When JoomShaper Gazette Is the Right Choice
Gazette is worth using if you want to quickly build the foundation of a Joomla news or magazine site and are prepared to configure the editorial structure: categories, articles, authors, menus, modules, newsletter, advertising, and mobile review. The template's strong side is its ready-made collection of media-oriented blocks built around SP Page Builder, Helix Ultimate, and Joomla modules. Its weak point is typical for this kind of solution: without careful setup, the site can easily remain a demo with a replaced logo.

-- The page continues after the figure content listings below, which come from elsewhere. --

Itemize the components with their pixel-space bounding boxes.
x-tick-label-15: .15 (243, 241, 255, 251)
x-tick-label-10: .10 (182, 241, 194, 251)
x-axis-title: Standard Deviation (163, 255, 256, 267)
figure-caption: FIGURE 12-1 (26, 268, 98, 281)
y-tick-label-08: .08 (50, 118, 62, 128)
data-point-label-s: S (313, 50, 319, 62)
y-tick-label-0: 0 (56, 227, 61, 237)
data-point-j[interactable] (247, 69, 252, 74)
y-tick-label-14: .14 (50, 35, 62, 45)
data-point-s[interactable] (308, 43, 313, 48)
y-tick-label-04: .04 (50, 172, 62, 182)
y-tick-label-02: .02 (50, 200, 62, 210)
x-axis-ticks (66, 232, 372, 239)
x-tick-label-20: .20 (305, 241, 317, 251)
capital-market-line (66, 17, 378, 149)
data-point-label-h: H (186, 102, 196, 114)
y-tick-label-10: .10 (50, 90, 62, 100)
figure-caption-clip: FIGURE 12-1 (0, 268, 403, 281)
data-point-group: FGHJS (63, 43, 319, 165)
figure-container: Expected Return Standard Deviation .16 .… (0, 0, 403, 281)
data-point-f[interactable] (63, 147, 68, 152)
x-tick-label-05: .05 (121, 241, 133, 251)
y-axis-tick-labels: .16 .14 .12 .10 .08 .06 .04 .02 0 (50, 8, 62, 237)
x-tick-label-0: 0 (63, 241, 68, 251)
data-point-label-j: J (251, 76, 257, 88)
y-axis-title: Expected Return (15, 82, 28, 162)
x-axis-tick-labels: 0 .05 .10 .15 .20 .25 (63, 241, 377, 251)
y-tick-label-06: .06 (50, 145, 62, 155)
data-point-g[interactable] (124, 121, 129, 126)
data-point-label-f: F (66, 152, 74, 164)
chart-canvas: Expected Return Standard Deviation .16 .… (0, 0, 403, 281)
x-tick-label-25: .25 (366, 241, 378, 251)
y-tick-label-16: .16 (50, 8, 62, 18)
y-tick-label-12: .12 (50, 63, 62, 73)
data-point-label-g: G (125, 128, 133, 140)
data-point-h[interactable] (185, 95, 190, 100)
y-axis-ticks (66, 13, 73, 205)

Before launch, follow a minimum path: test QuickStart, map your categories, replace demo images, configure the homepage, check modules, authors, newsletter, advertising, speed, and responsiveness. If the structure fits the project after that, you can download the JoomShaper Gazette archive and continue testing on your own site copy.
Do not try to solve everything with a single template style. For an editorial project, a clear content workflow matters more: what goes into the hero area, who updates urgent messages, how author profiles are handled, where advertising is shown, and how the user finds the right category. Once those rules are in place, JoomShaper Gazette stops being just a design and becomes a working foundation for a news site.